July 19, 2016
By Joe Maniscalco 

Sadly, death is never far from NY construction workers...
Sadly, death is never far from NY construction workers…

New York, NY – News that New York’s construction industry is firing on all cylinders is bad news for opponents of Scaffold Law 240 — or at least it should be.

Last week, Brian Brown, an attorney who specializes in representing construction workers who have had their lives shattered on job sites througout New York, told LaborPress’ “Blue Collar Buzz” that efforts to “reform” the state’s 100-year-old Scaffold Law has become something of a “rite of passage” in Albany and that he doesn’t expect that sorry situation to change. 

That’s despite effective counter-legislative efforts calling out big-pocketed developers who insist the existence of New York’s Scaffold Law is driving up insurance costs and hindering new construction. 

Claims that a statute protecting the welfare of construction workers injured in devastating worksite accidents is hurting the pocketbooks of builders is laughable considering construction generated $61 billion of economic activity in New York City alone last year. That’s up seven percent from the year prior, according to the New York Building Congress.

The  New York City Department of Buildings also authorized construction of 56,528 residential units in 2015— a 180 percent increase over 2014, and the sixth consecutive year in which the number of permits issued outpaced the previous 12 months. 

Then there’s the more than 300 local jobs produced in 2015, as well as the highest level of construction employment in 40 years. 

But while those construction jobs are a godsend for workers, many of them are also incredibly dangerous — even more dangerous than being a New York City police officer. Last year, a staggering 471 deaths and accidents were recorded on construction sites throughout New York.

Most accidents didn’t make headlines, but they do involve real people with real lives that are often irrevocably altered or destroyed outright. 

They include people like Local 40 Irownworker Christopher Gunn, who at 28, suffered profound brain and spinal cord injuries after plummeting 25 feet onto his head when a beam he was helping to install broke loose on a job site near Bellevue Hospital back in 2008. 

“He was an incredible kid; always active, always teasing, always laughing,” John Gunn, Sr. told LaborPress in 2013. “He was always a go-getter from when he was a little boy. I remember him wanting to be around people, wanting to do things and learn. He learned like a sponge. He always wanted to be the best at what he did – and he was that. Unfortunately, somebody pulled the rug out from under him.”
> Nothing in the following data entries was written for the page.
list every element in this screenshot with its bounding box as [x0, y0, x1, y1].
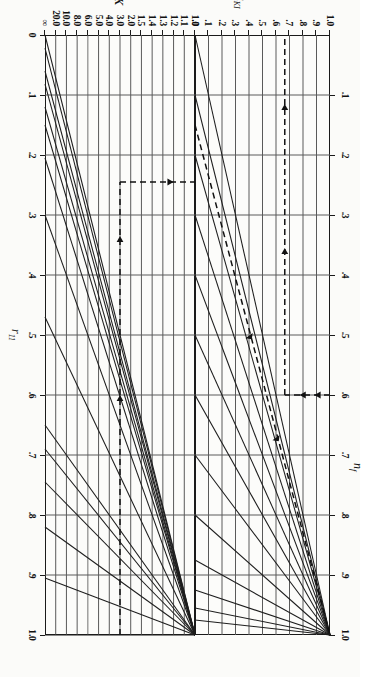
- upper-x-axis-symbol: nf: [351, 463, 365, 471]
- lower-x-tick-label: .3: [27, 212, 37, 219]
- upper-read-arrow-2: [281, 104, 288, 110]
- lower-y-tick-label: ∞: [40, 19, 50, 26]
- lower-y-tick: [140, 30, 141, 35]
- lower-y-tick: [194, 30, 195, 35]
- lower-y-tick-label: 3.0: [115, 15, 125, 26]
- lower-y-axis-symbol: K: [111, 0, 125, 5]
- upper-x-tick-label: .9: [340, 572, 350, 579]
- lower-y-tick-label: 1.3: [158, 15, 168, 26]
- upper-x-tick-label: .1: [340, 92, 350, 99]
- lower-x-tick: [40, 395, 45, 396]
- lower-x-tick: [40, 455, 45, 456]
- lower-y-tick: [183, 30, 184, 35]
- lower-y-tick: [108, 30, 109, 35]
- upper-x-tick: [330, 575, 335, 576]
- upper-y-axis-title: RKI: [231, 0, 247, 9]
- upper-x-tick: [330, 635, 335, 636]
- upper-y-tick: [235, 30, 236, 35]
- lower-x-tick: [40, 35, 45, 36]
- upper-y-tick-label: .2: [217, 19, 227, 26]
- lower-x-tick-label: .4: [27, 272, 37, 279]
- upper-y-tick: [275, 30, 276, 35]
- upper-y-tick-label: 1.0: [325, 15, 335, 26]
- upper-y-axis-symbol: RKI: [234, 0, 248, 9]
- upper-x-tick-label: .6: [340, 392, 350, 399]
- upper-y-tick-label: .9: [312, 19, 322, 26]
- upper-y-tick-label: .5: [258, 19, 268, 26]
- lower-x-tick-label: .7: [27, 452, 37, 459]
- lower-y-tick: [44, 30, 45, 35]
- lower-x-tick-label: .9: [27, 572, 37, 579]
- lower-x-tick: [40, 335, 45, 336]
- lower-y-tick-label: 5.0: [94, 15, 104, 26]
- lower-y-tick-label: 2.0: [126, 15, 136, 26]
- lower-read-arrow-1: [117, 395, 124, 401]
- lower-x-tick-label: .1: [27, 92, 37, 99]
- lower-y-tick: [76, 30, 77, 35]
- upper-y-tick: [248, 30, 249, 35]
- upper-y-tick-label: .4: [244, 19, 254, 26]
- upper-x-tick: [330, 395, 335, 396]
- upper-x-tick-label: .3: [340, 212, 350, 219]
- lower-x-axis-symbol: r11: [9, 329, 23, 341]
- upper-x-tick: [330, 335, 335, 336]
- lower-y-tick-label: 1.4: [147, 15, 157, 26]
- lower-y-tick-label: 20.0: [51, 10, 61, 26]
- upper-x-axis-title: nf: [349, 463, 365, 471]
- lower-x-tick: [40, 515, 45, 516]
- lower-y-tick: [55, 30, 56, 35]
- lower-plot-lines: [45, 35, 195, 635]
- upper-y-tick: [302, 30, 303, 35]
- lower-y-tick: [162, 30, 163, 35]
- upper-x-tick: [330, 155, 335, 156]
- upper-y-tick-label: .1: [204, 19, 214, 26]
- lower-x-tick-label: .6: [27, 392, 37, 399]
- upper-x-tick-label: .8: [340, 512, 350, 519]
- upper-plot-lines: [195, 35, 330, 635]
- lower-x-tick-label: .8: [27, 512, 37, 519]
- upper-x-tick-label: 1.0: [340, 629, 350, 640]
- lower-y-tick-label: 1.5: [136, 15, 146, 26]
- lower-y-tick-label: 1.1: [179, 15, 189, 26]
- lower-x-tick: [40, 155, 45, 156]
- upper-y-tick: [262, 30, 263, 35]
- lower-y-axis-title: K: [110, 0, 125, 5]
- lower-x-tick-label: .2: [27, 152, 37, 159]
- lower-y-tick-label: 1.2: [169, 15, 179, 26]
- upper-x-tick: [330, 95, 335, 96]
- lower-x-tick: [40, 275, 45, 276]
- upper-y-tick-label: .7: [285, 19, 295, 26]
- upper-x-tick: [330, 515, 335, 516]
- lower-y-tick: [173, 30, 174, 35]
- lower-x-tick-label: 0: [27, 33, 37, 38]
- lower-x-tick: [40, 575, 45, 576]
- upper-x-tick-label: .5: [340, 332, 350, 339]
- lower-read-arrow-2: [117, 236, 124, 242]
- upper-x-tick: [330, 455, 335, 456]
- lower-y-tick: [87, 30, 88, 35]
- lower-x-tick: [40, 215, 45, 216]
- lower-y-tick-label: 4.0: [104, 15, 114, 26]
- lower-x-tick-label: .5: [27, 332, 37, 339]
- lower-panel: [45, 35, 195, 635]
- upper-y-tick: [329, 30, 330, 35]
- lower-x-tick-label: 1.0: [27, 629, 37, 640]
- lower-y-tick-label: 10.0: [61, 10, 71, 26]
- upper-x-tick-label: .7: [340, 452, 350, 459]
- upper-y-tick-label: .8: [298, 19, 308, 26]
- upper-y-tick-label: .3: [231, 19, 241, 26]
- upper-panel: [195, 35, 330, 635]
- lower-y-tick-label: 8.0: [72, 15, 82, 26]
- lower-y-tick: [65, 30, 66, 35]
- upper-y-tick: [208, 30, 209, 35]
- lower-x-tick: [40, 635, 45, 636]
- lower-rise-arrow: [167, 179, 173, 186]
- upper-read-arrow-1: [281, 248, 288, 254]
- lower-x-tick: [40, 95, 45, 96]
- lower-y-tick: [98, 30, 99, 35]
- lower-y-tick: [119, 30, 120, 35]
- upper-y-tick: [289, 30, 290, 35]
- upper-x-tick: [330, 215, 335, 216]
- upper-x-tick-label: .4: [340, 272, 350, 279]
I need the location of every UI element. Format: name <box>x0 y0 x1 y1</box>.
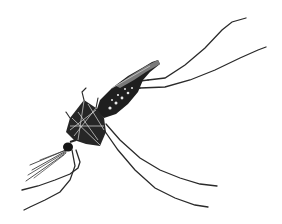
mosquito-illustration: Mosquito illustration <box>0 0 282 224</box>
thorax <box>66 88 106 146</box>
head <box>63 140 76 152</box>
antennae <box>26 150 66 181</box>
mosquito-drawing <box>0 0 282 224</box>
hind-legs <box>132 18 266 90</box>
middle-legs <box>104 124 217 207</box>
abdomen <box>96 60 160 118</box>
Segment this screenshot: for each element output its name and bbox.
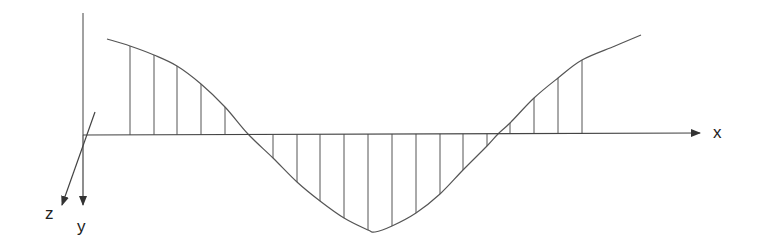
- x-axis-label: x: [713, 124, 722, 141]
- z-axis-label: z: [45, 205, 54, 222]
- diagram-canvas: [0, 0, 757, 251]
- y-axis-label: y: [77, 218, 86, 235]
- z-axis: [62, 112, 95, 205]
- hatch-lines: [130, 46, 582, 230]
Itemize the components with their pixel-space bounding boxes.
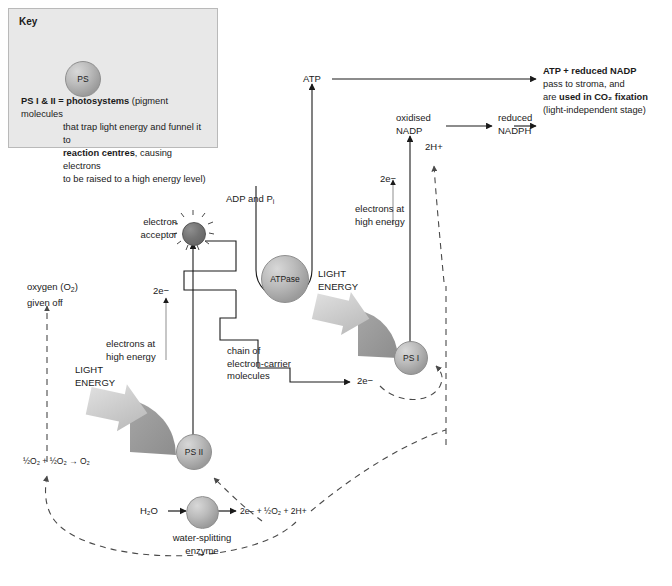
reduced-nadph-label: reduced NADPH [498, 112, 532, 137]
key-ps-sphere: PS [65, 61, 101, 97]
two-electrons-left-label: 2e− [153, 285, 169, 298]
water-splitting-enzyme-sphere [186, 496, 219, 529]
electron-acceptor-line2: acceptor [141, 229, 177, 240]
pi-subscript: i [273, 198, 275, 205]
adp-and-pi-label: ADP and Pi [226, 193, 274, 209]
two-electrons-right-label: 2e− [380, 173, 396, 186]
electrons-left-line1: electrons at [106, 338, 155, 349]
outcome-line2: pass to stroma, and [543, 78, 668, 91]
light-energy-right-line1: LIGHT [318, 268, 346, 279]
key-definition-text: PS I & II = photosystems (pigment molecu… [21, 95, 211, 186]
light-energy-label-right: LIGHT ENERGY [318, 268, 358, 293]
atpase-sphere: ATPase [261, 255, 309, 303]
atp-label: ATP [303, 73, 321, 86]
psi-sphere: PS I [394, 341, 428, 375]
water-splitting-line2: enzyme [185, 545, 218, 556]
oxidised-line2: NADP [396, 125, 422, 136]
key-def-photosystems: photosystems [66, 96, 129, 106]
electrons-right-line1: electrons at [355, 203, 404, 214]
psii-label: PS II [185, 447, 203, 457]
reduced-line1: reduced [498, 112, 532, 123]
adp-and-pi-text: ADP and P [226, 193, 273, 204]
outcome-line1: ATP + reduced NADP [543, 65, 668, 78]
electrons-high-energy-left-label: electrons at high energy [106, 338, 156, 363]
reduced-line2: NADPH [498, 125, 531, 136]
key-box: Key PS PS I & II = photosystems (pigment… [8, 8, 218, 148]
electron-acceptor-line1: electron [143, 216, 177, 227]
electron-transport-staircase [184, 241, 236, 290]
light-energy-right-line2: ENERGY [318, 281, 358, 292]
electrons-right-line2: high energy [355, 216, 405, 227]
oxygen-equation-label: ½O₂ + ½O₂ → O₂ [23, 455, 90, 468]
key-heading: Key [19, 16, 37, 27]
proton-long-dashed-diagonal [311, 430, 446, 511]
electron-carrier-chain-label: chain of electron-carrier molecules [227, 345, 291, 383]
water-splitting-line1: water-splitting [173, 532, 232, 543]
water-label: H₂O [140, 505, 158, 518]
light-energy-left-line2: ENERGY [75, 377, 115, 388]
oxygen-given-off-line1: oxygen (O [27, 281, 71, 292]
outcome-line3-bold: used in CO₂ fixation [559, 92, 648, 102]
chain-line3: molecules [227, 370, 270, 381]
outcome-line4: (light-independent stage) [543, 104, 668, 117]
outcome-line3-plain: are [543, 92, 559, 102]
oxidised-nadp-label: oxidised NADP [396, 112, 431, 137]
oxygen-given-off-label: oxygen (O2) given off [27, 281, 78, 309]
outcome-line3: are used in CO₂ fixation [543, 91, 668, 104]
water-splitting-enzyme-label: water-splitting enzyme [157, 532, 247, 557]
chain-line1: chain of [227, 345, 260, 356]
oxygen-given-off-paren: ) [75, 281, 78, 292]
psii-sphere: PS II [176, 434, 212, 470]
oxygen-given-off-line2: given off [27, 297, 63, 308]
psi-label: PS I [403, 353, 419, 363]
key-ps-sphere-label: PS [77, 74, 88, 84]
electron-acceptor-label: electron acceptor [135, 216, 177, 241]
chain-line2: electron-carrier [227, 358, 291, 369]
key-def-line2: that trap light energy and funnel it to [21, 121, 211, 147]
electrons-high-energy-right-label: electrons at high energy [355, 203, 405, 228]
outcome-text-block: ATP + reduced NADP pass to stroma, and a… [543, 65, 668, 117]
light-energy-label-left: LIGHT ENERGY [75, 364, 115, 389]
electron-acceptor-sphere [182, 222, 206, 246]
water-products-label: 2e− + ½O₂ + 2H+ [240, 505, 307, 518]
proton-dashed-arrow [434, 166, 444, 282]
light-energy-left-line1: LIGHT [75, 364, 103, 375]
two-protons-label: 2H+ [425, 141, 443, 154]
two-electrons-chain-label: 2e− [357, 375, 373, 388]
key-def-line3: reaction centres, causing electrons [21, 147, 211, 173]
atpase-label: ATPase [270, 274, 300, 284]
oxidised-line1: oxidised [396, 112, 431, 123]
key-def-reaction-centres: reaction centres [63, 148, 135, 158]
key-def-line4: to be raised to a high energy level) [21, 173, 211, 186]
photosynthesis-diagram: Key PS PS I & II = photosystems (pigment… [0, 0, 672, 586]
key-def-lead: PS I & II = [21, 96, 66, 106]
electrons-left-line2: high energy [106, 351, 156, 362]
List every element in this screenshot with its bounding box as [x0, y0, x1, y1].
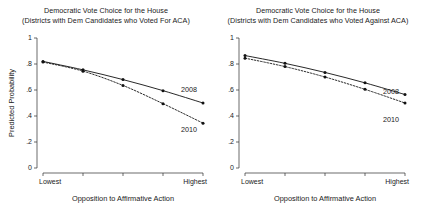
series-marker-2010	[324, 76, 327, 79]
panel-right-label-2008: 2008	[383, 87, 399, 96]
y-tick-label: .6	[26, 86, 32, 93]
series-marker-2008	[162, 89, 165, 92]
series-marker-2010	[82, 70, 85, 73]
series-marker-2008	[202, 102, 205, 105]
panel-left-label-2008: 2008	[181, 85, 197, 94]
x-tick-label: Lowest	[39, 178, 61, 185]
panel-left-y-ticks: 0.2.4.6.81	[26, 34, 37, 171]
series-marker-2008	[324, 71, 327, 74]
y-tick-label: .8	[228, 60, 234, 67]
series-marker-2008	[404, 93, 407, 96]
panel-right-plot: 0.2.4.6.81 LowestHighest Opposition to A…	[212, 0, 424, 212]
y-tick-label: 0	[230, 164, 234, 171]
series-marker-2008	[284, 62, 287, 65]
series-marker-2010	[244, 57, 247, 60]
y-tick-label: .4	[26, 112, 32, 119]
panel-left-plot: 0.2.4.6.81 LowestHighest Predicted Proba…	[0, 0, 212, 212]
series-marker-2010	[364, 88, 367, 91]
x-tick-label: Highest	[183, 178, 207, 186]
series-marker-2010	[162, 102, 165, 105]
y-tick-label: 1	[230, 34, 234, 41]
y-tick-label: .4	[228, 112, 234, 119]
panel-left: Democratic Vote Choice for the House (Di…	[0, 0, 212, 212]
series-marker-2010	[404, 102, 407, 105]
panel-right-y-ticks: 0.2.4.6.81	[228, 34, 239, 171]
panel-right-x-axis-title: Opposition to Affirmative Action	[274, 194, 376, 203]
series-marker-2008	[122, 78, 125, 81]
figure-two-panel-line-chart: Democratic Vote Choice for the House (Di…	[0, 0, 424, 212]
series-line-2008	[43, 61, 203, 103]
panel-right-label-2010: 2010	[383, 115, 399, 124]
y-tick-label: .2	[228, 138, 234, 145]
y-tick-label: 0	[28, 164, 32, 171]
series-marker-2010	[122, 84, 125, 87]
y-tick-label: .6	[228, 86, 234, 93]
panel-right-x-ticks: LowestHighest	[241, 173, 409, 186]
series-line-2010	[245, 58, 405, 103]
series-marker-2008	[364, 81, 367, 84]
series-line-2008	[245, 56, 405, 95]
y-tick-label: 1	[28, 34, 32, 41]
series-line-2010	[43, 62, 203, 123]
panel-left-y-axis-title: Predicted Probability	[7, 69, 16, 137]
panel-right: Democratic Vote Choice for the House (Di…	[212, 0, 424, 212]
series-marker-2008	[244, 54, 247, 57]
series-marker-2010	[284, 65, 287, 68]
x-tick-label: Lowest	[241, 178, 263, 185]
x-tick-label: Highest	[385, 178, 409, 186]
y-tick-label: .8	[26, 60, 32, 67]
series-marker-2010	[202, 122, 205, 125]
panel-right-series	[244, 54, 407, 104]
panel-left-x-ticks: LowestHighest	[39, 173, 207, 186]
panel-left-x-axis-title: Opposition to Affirmative Action	[72, 194, 174, 203]
panel-left-label-2010: 2010	[181, 125, 197, 134]
series-marker-2010	[42, 61, 45, 64]
y-tick-label: .2	[26, 138, 32, 145]
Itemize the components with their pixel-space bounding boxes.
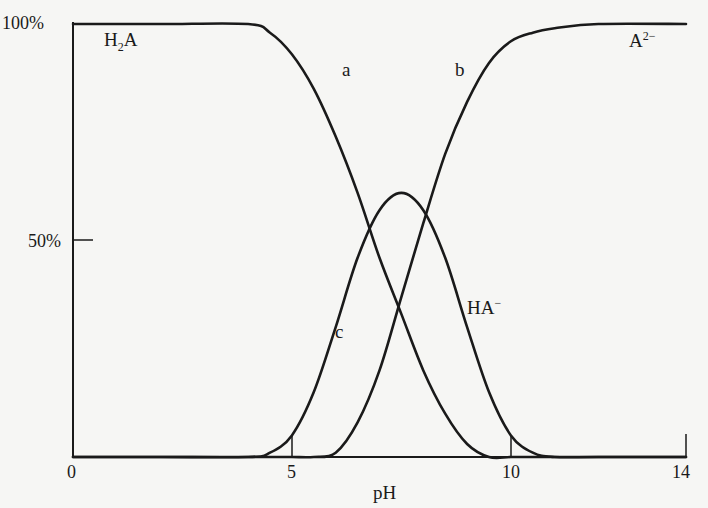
x-axis-label: pH (373, 483, 396, 502)
y-tick-label-100: 100% (2, 14, 44, 32)
species-label-ha: HA− (467, 297, 501, 317)
curve-label-a: a (342, 60, 350, 79)
species-label-h2a: H2A (104, 30, 137, 53)
x-tick-label-14: 14 (672, 463, 690, 481)
x-tick-label-10: 10 (502, 463, 520, 481)
y-tick-label-50: 50% (28, 232, 61, 250)
curve-label-b: b (455, 60, 465, 79)
x-tick-label-5: 5 (287, 463, 296, 481)
x-tick-label-0: 0 (67, 463, 76, 481)
curve-c (73, 193, 686, 457)
ha-main: HA (467, 297, 494, 318)
species-label-a2: A2− (629, 30, 656, 50)
ha-sup: − (494, 296, 501, 310)
a2-main: A (629, 30, 643, 51)
a2-sup: 2− (643, 29, 656, 43)
h2a-tail: A (124, 29, 138, 50)
curve-label-c: c (335, 322, 343, 341)
curve-a (73, 23, 686, 458)
h2a-main: H (104, 29, 118, 50)
plot-area (0, 0, 708, 508)
curve-b (73, 24, 686, 458)
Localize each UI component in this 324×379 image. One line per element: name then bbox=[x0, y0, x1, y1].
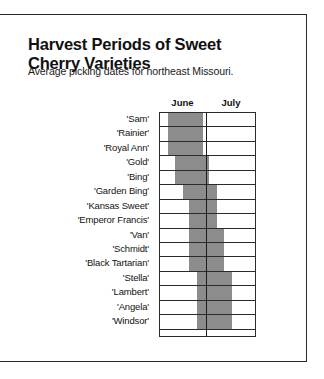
variety-label: 'Gold' bbox=[20, 155, 154, 169]
title-line-1: Harvest Periods of Sweet bbox=[28, 35, 278, 54]
variety-label: 'Royal Ann' bbox=[20, 141, 154, 155]
harvest-bar bbox=[168, 142, 203, 155]
variety-label: 'Garden Bing' bbox=[20, 184, 154, 198]
harvest-bar bbox=[168, 127, 203, 140]
month-label-june: June bbox=[159, 97, 206, 108]
month-label-july: July bbox=[206, 97, 256, 108]
harvest-bar bbox=[189, 200, 217, 213]
variety-label: 'Kansas Sweet' bbox=[20, 199, 154, 213]
chart-row bbox=[160, 257, 255, 271]
harvest-bar bbox=[168, 113, 203, 126]
variety-label: 'Rainier' bbox=[20, 126, 154, 140]
chart-row bbox=[160, 185, 255, 199]
chart-row bbox=[160, 200, 255, 214]
harvest-bar bbox=[197, 286, 232, 299]
chart-row bbox=[160, 301, 255, 315]
figure-frame: Harvest Periods of Sweet Cherry Varietie… bbox=[0, 14, 307, 362]
july-divider-line bbox=[206, 113, 208, 336]
chart-row bbox=[160, 214, 255, 228]
variety-label-column: 'Sam''Rainier''Royal Ann''Gold''Bing''Ga… bbox=[20, 112, 154, 337]
harvest-bar bbox=[197, 315, 232, 328]
harvest-bar bbox=[189, 214, 217, 227]
chart-row bbox=[160, 229, 255, 243]
chart-row bbox=[160, 113, 255, 127]
chart-row bbox=[160, 315, 255, 329]
chart-row bbox=[160, 142, 255, 156]
harvest-bar bbox=[175, 171, 209, 184]
chart-row bbox=[160, 127, 255, 141]
variety-label: 'Windsor' bbox=[20, 314, 154, 328]
variety-label: 'Stella' bbox=[20, 271, 154, 285]
variety-label: 'Van' bbox=[20, 228, 154, 242]
variety-label: 'Bing' bbox=[20, 170, 154, 184]
chart-row bbox=[160, 171, 255, 185]
variety-label: 'Sam' bbox=[20, 112, 154, 126]
harvest-bar bbox=[183, 185, 217, 198]
variety-label: 'Black Tartarian' bbox=[20, 256, 154, 270]
variety-label: 'Emperor Francis' bbox=[20, 213, 154, 227]
chart-subtitle: Average picking dates for northeast Miss… bbox=[28, 65, 293, 77]
variety-label: 'Lambert' bbox=[20, 285, 154, 299]
chart-row bbox=[160, 243, 255, 257]
chart-row bbox=[160, 156, 255, 170]
chart-row bbox=[160, 272, 255, 286]
harvest-bar bbox=[175, 156, 209, 169]
chart-plot-area bbox=[159, 112, 256, 337]
variety-label: 'Angela' bbox=[20, 300, 154, 314]
variety-label: 'Schmidt' bbox=[20, 242, 154, 256]
harvest-chart: JuneJuly bbox=[159, 97, 256, 337]
chart-row bbox=[160, 286, 255, 300]
month-header-row: JuneJuly bbox=[159, 97, 256, 111]
harvest-bar bbox=[197, 272, 232, 285]
harvest-bar bbox=[197, 301, 232, 314]
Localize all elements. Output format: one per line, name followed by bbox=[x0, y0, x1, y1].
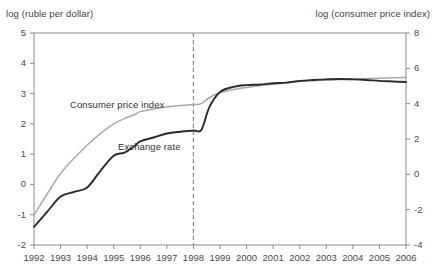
y-tick-label: 5 bbox=[0, 27, 26, 38]
y2-tick-label: 2 bbox=[414, 133, 419, 144]
y2-tick-label: -4 bbox=[414, 239, 422, 250]
y2-tick-label: 0 bbox=[414, 168, 419, 179]
y-tick-label: 3 bbox=[0, 88, 26, 99]
series-label-exchange-rate: Exchange rate bbox=[118, 141, 181, 152]
series-label-consumer-price-index: Consumer price index bbox=[70, 99, 164, 110]
y-tick-label: -2 bbox=[0, 239, 26, 250]
y2-tick-label: -2 bbox=[414, 204, 422, 215]
y-tick-label: 2 bbox=[0, 118, 26, 129]
y-tick-label: 4 bbox=[0, 57, 26, 68]
y2-tick-label: 4 bbox=[414, 98, 419, 109]
y-tick-label: 0 bbox=[0, 178, 26, 189]
y-tick-label: -1 bbox=[0, 209, 26, 220]
plot-area bbox=[0, 0, 436, 273]
x-tick-label: 2006 bbox=[390, 252, 422, 263]
chart-container: log (ruble per dollar) log (consumer pri… bbox=[0, 0, 436, 273]
y2-tick-label: 6 bbox=[414, 62, 419, 73]
y2-tick-label: 8 bbox=[414, 27, 419, 38]
y-tick-label: 1 bbox=[0, 148, 26, 159]
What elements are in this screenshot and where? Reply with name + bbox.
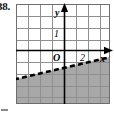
x-unit-label: 2: [80, 52, 85, 63]
graph-figure: 38.: [0, 0, 114, 115]
x-axis-label: x: [99, 53, 105, 64]
origin-label: O: [53, 52, 60, 63]
coordinate-plane-svg: y 1 O 2 x: [0, 0, 114, 115]
page-artifact-mark: [1, 109, 8, 111]
y-unit-label: 1: [54, 28, 59, 39]
y-axis-label: y: [54, 7, 60, 18]
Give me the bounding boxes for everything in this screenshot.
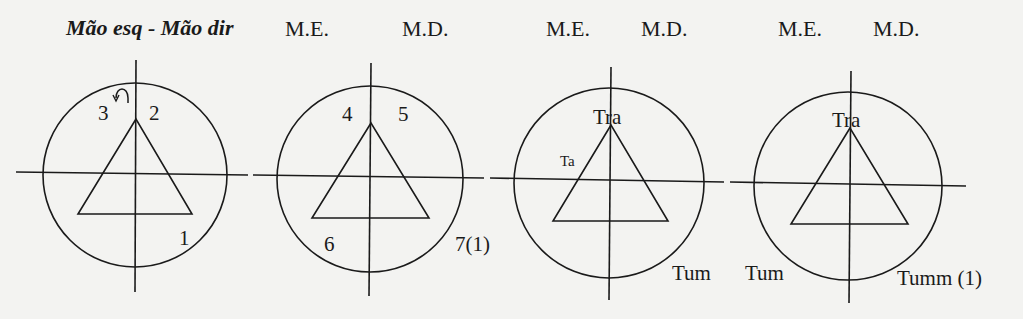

A few years ago, Dutchess County dad George Nechifor survived a terrible fall that left him alive and mobile — but in so much intense pain that he was unable to continue working in the construction trades. 

“I can't work for more than a half-hour at a time," the now 48-year-old Nechifor told LaborPress. "There's not a single job in the world for me now."

And some construction workers never come home to their families at all. 

Two years ago, a construction worker working on top of a scaffold erected at West 55th Street near Broadway, plunged almost 100 feet to his death. Just two weeks later, another construction worker using a scaffold at West 33rd Street, also fell to his death. 

Don't workers like these deserve all the protection they can get?
Don’t workers like these deserve all the protection they can get?

“We will be picking people off the street if this law is not enforced,” Joel Shufro, former executive director of the New York Committee for Occupational Safety & Health [NYCOSH] told LaborPress in 2014. 

Even then, Shufro said there was absolutely “no indication” that New York’s Scaffold Law was “holding back construction.”

Assembly Member Francisco Moya [D-39th District], sponsor of legislation compelling Scaffold Law opponents to open up their books to demonstrate losses due to the 100-year-old measure, agreed. 

"Time and again, we hear about how the Scaffold Law is somehow killing businesses here," Assemblyman Moya told LaborPress. "Well, [scaffold accidents] are [absolutely] killing workers here in the great State of New York.”

Earlier this month, the Building Council of Westchester demonstrated Brown’s ongoing concerns with NY Scaffold Law opponents when the upstate organization revved up its efforts to “reform” the 100-year-old protective measure, claiming the statute is somehow costing New York taxpayers $785 million each year. 

The figure is highly debatable, however, and can — and is — being interpreted in a myriad of ways. Whereas, the injuries and fatal accidents construction workers continue to suffer in falls throughout the state, are not. They are as hard as concrete.